Kerala Chief Minister E K Nayanar has warned traders in the state against turning their five-month-old stand-off with Hindustan Lever Ltd (HLL) into a law-and-order problem and said the government will not remain a mute witness.
The government will not remain a mute witness if the traders took law into their hands by forcibly preventing any shopowner from selling the companys products, he said in his weekly column in the Communist Party of India (Marxist) daily Deshabimani. The government is not against the traders agitating to secure higher sales commission from any multinational. But, it is difficult to understand how such an agitation could be turned against the government, Nayanar said referring to the boycott of HLL products by shopowners under the Kerala Vyapari Vyavasayi Ekopana Samiti (KVVES), an apex traders association. Stating that the ruling Left Democratic Front (LDF) would stand by traders in their struggle against multinationals if it was based on ideology or for upholding the interests of the country, the Chief Minister said the samitis anti-HLL movement was not based on such ideology or policies.
Defending the sale of HLL products in state-owned Maveli and co-operative Neeti stores, Nayanar said these stores had been selling these articles at subsidised prices well before the traders launched their boycott. The samiti had accused the government of promoting the HLL by selling its products in the state-owned stores in a bid to scuttle their ideological and patriotic agitation.
Recalling the steps that were taken to settle the dispute through negotiations, he said that during talks held by him, HLL had offered to raise the commission for a three-month period. The company had expressed its willingness for reaching a permanent settlement within the next three months after examining the issues.
The conciliation efforts failed due to adamant attitude of some leaders of the samiti, Nayanar said.
The samiti, which observed a one-day statewide closure of shops on September 27, had been maintaining that their agitation was not merely for higher retailers commission and it was against a multinational company which had been cornering huge profits by controlling the domestic market.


Retype the line with "xyxy pixel coordinates" in it, then each line after it to the end of the data, word for word.

Stored items
==================================================
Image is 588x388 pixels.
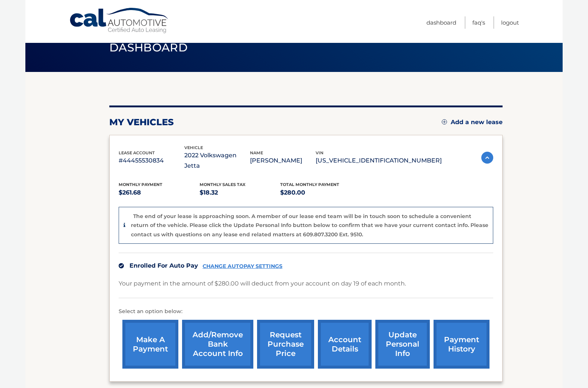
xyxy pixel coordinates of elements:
[442,119,503,126] a: Add a new lease
[481,152,493,164] img: accordion-active.svg
[69,7,170,34] a: Cal Automotive
[257,320,314,369] a: request purchase price
[184,150,250,171] p: 2022 Volkswagen Jetta
[250,155,315,166] p: [PERSON_NAME]
[182,320,253,369] a: Add/Remove bank account info
[203,263,283,269] a: CHANGE AUTOPAY SETTINGS
[119,307,493,316] p: Select an option below:
[250,150,263,155] span: name
[119,182,162,187] span: Monthly Payment
[434,320,489,369] a: payment history
[119,263,124,268] img: check.svg
[109,41,188,55] span: Dashboard
[119,150,155,155] span: lease account
[119,155,184,166] p: #44455530834
[501,16,519,29] a: Logout
[280,188,361,198] p: $280.00
[184,145,203,150] span: vehicle
[130,262,198,269] span: Enrolled For Auto Pay
[442,119,447,125] img: add.svg
[315,155,442,166] p: [US_VEHICLE_IDENTIFICATION_NUMBER]
[119,188,200,198] p: $261.68
[318,320,371,369] a: account details
[131,213,488,238] p: The end of your lease is approaching soon. A member of our lease end team will be in touch soon t...
[472,16,485,29] a: FAQ's
[200,188,280,198] p: $18.32
[109,116,174,128] h2: my vehicles
[200,182,246,187] span: Monthly sales Tax
[375,320,429,369] a: update personal info
[426,16,456,29] a: Dashboard
[315,150,324,155] span: vin
[119,278,406,289] p: Your payment in the amount of $280.00 will deduct from your account on day 19 of each month.
[280,182,339,187] span: Total Monthly Payment
[122,320,178,369] a: make a payment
==================================================
Result for this task -
xyxy pixel coordinates of elements:
[442,119,503,126] a: Add a new lease
[481,152,493,164] img: accordion-active.svg
[69,7,170,34] a: Cal Automotive
[257,320,314,369] a: request purchase price
[184,150,250,171] p: 2022 Volkswagen Jetta
[250,155,315,166] p: [PERSON_NAME]
[182,320,253,369] a: Add/Remove bank account info
[203,263,283,269] a: CHANGE AUTOPAY SETTINGS
[119,307,493,316] p: Select an option below:
[250,150,263,155] span: name
[119,182,162,187] span: Monthly Payment
[434,320,489,369] a: payment history
[119,263,124,268] img: check.svg
[109,41,188,55] span: Dashboard
[119,150,155,155] span: lease account
[119,155,184,166] p: #44455530834
[501,16,519,29] a: Logout
[280,188,361,198] p: $280.00
[184,145,203,150] span: vehicle
[130,262,198,269] span: Enrolled For Auto Pay
[442,119,447,125] img: add.svg
[315,155,442,166] p: [US_VEHICLE_IDENTIFICATION_NUMBER]
[119,188,200,198] p: $261.68
[318,320,371,369] a: account details
[131,213,488,238] p: The end of your lease is approaching soon. A member of our lease end team will be in touch soon t...
[472,16,485,29] a: FAQ's
[200,188,280,198] p: $18.32
[109,116,174,128] h2: my vehicles
[200,182,246,187] span: Monthly sales Tax
[375,320,429,369] a: update personal info
[426,16,456,29] a: Dashboard
[315,150,324,155] span: vin
[119,278,406,289] p: Your payment in the amount of $280.00 will deduct from your account on day 19 of each month.
[280,182,339,187] span: Total Monthly Payment
[122,320,178,369] a: make a payment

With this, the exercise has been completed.